* [Exercise details] Exactly the lines from the one with "Identify the location of line-total: $750.00." through the end of the records below are needed, minus any pictures.

* [Dataset entries]
══════════

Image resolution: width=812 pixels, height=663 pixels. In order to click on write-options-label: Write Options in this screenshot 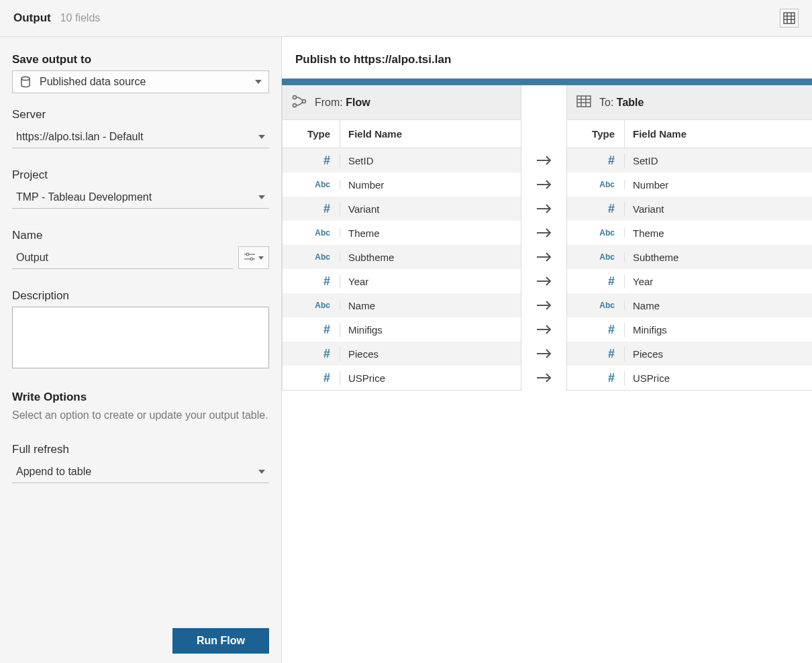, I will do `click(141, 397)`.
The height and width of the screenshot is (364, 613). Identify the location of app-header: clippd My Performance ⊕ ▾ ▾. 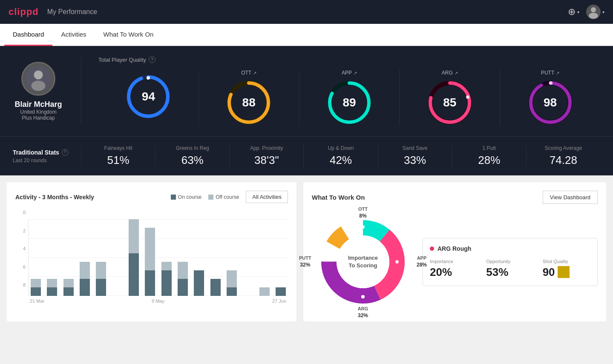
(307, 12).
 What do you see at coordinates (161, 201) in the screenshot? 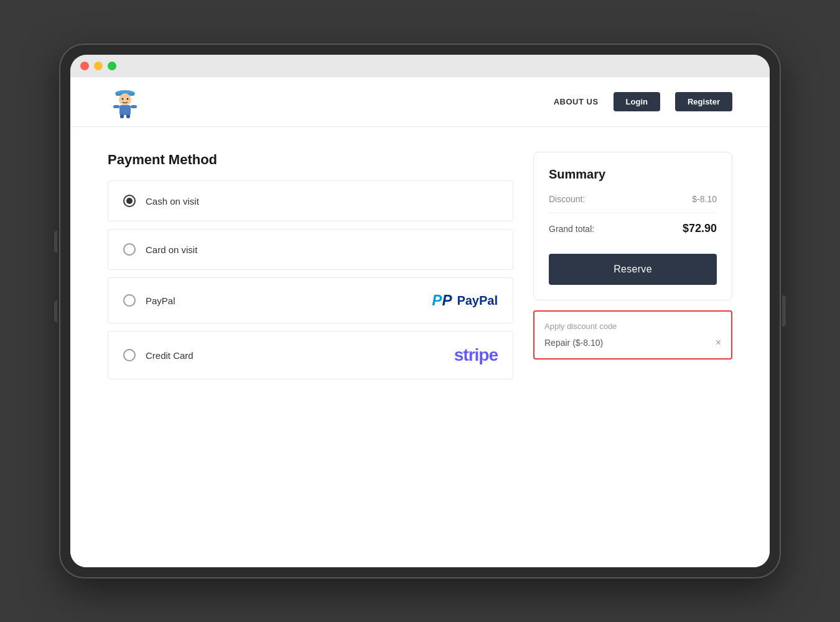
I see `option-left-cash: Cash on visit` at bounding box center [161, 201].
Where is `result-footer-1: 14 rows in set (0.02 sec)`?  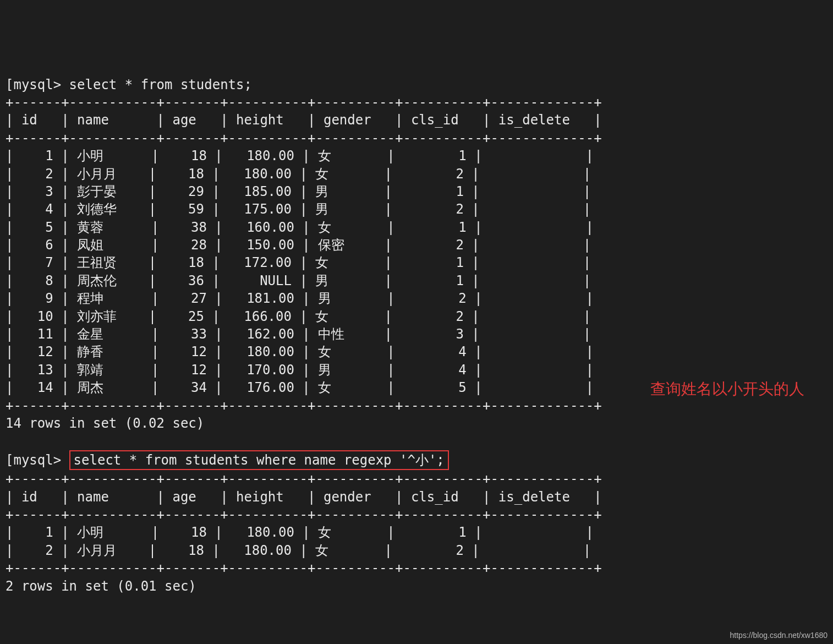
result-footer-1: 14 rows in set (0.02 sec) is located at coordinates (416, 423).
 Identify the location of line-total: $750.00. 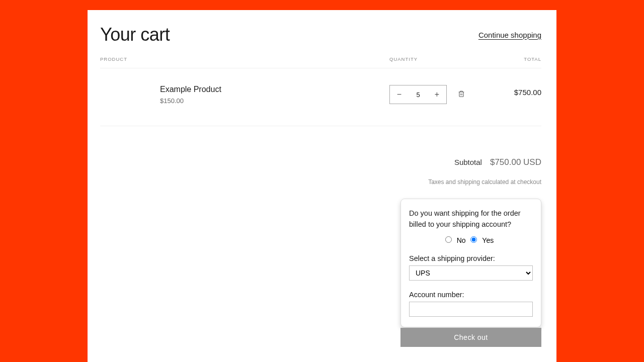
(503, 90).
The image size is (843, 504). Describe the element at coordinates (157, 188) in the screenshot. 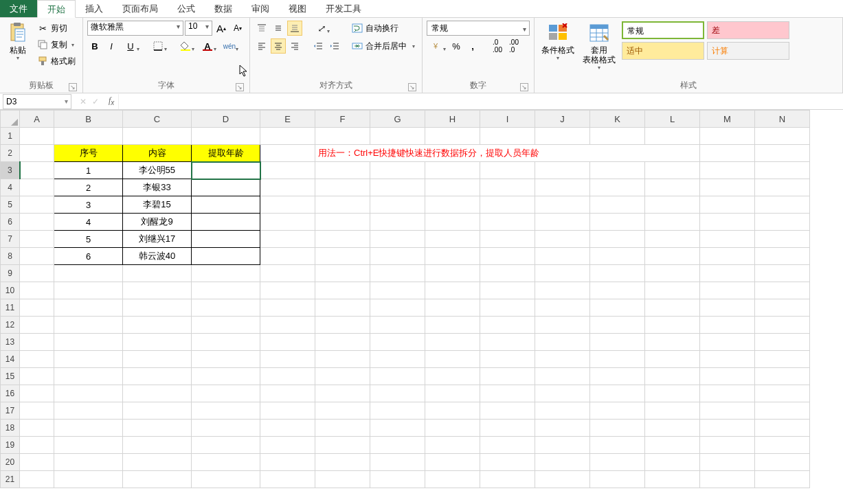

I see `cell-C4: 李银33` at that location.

══════════

* [Task output]
 Identify the location of line-total: $750.00. 
(503, 90).
The image size is (843, 504). Describe the element at coordinates (157, 188) in the screenshot. 

I see `cell-C4: 李银33` at that location.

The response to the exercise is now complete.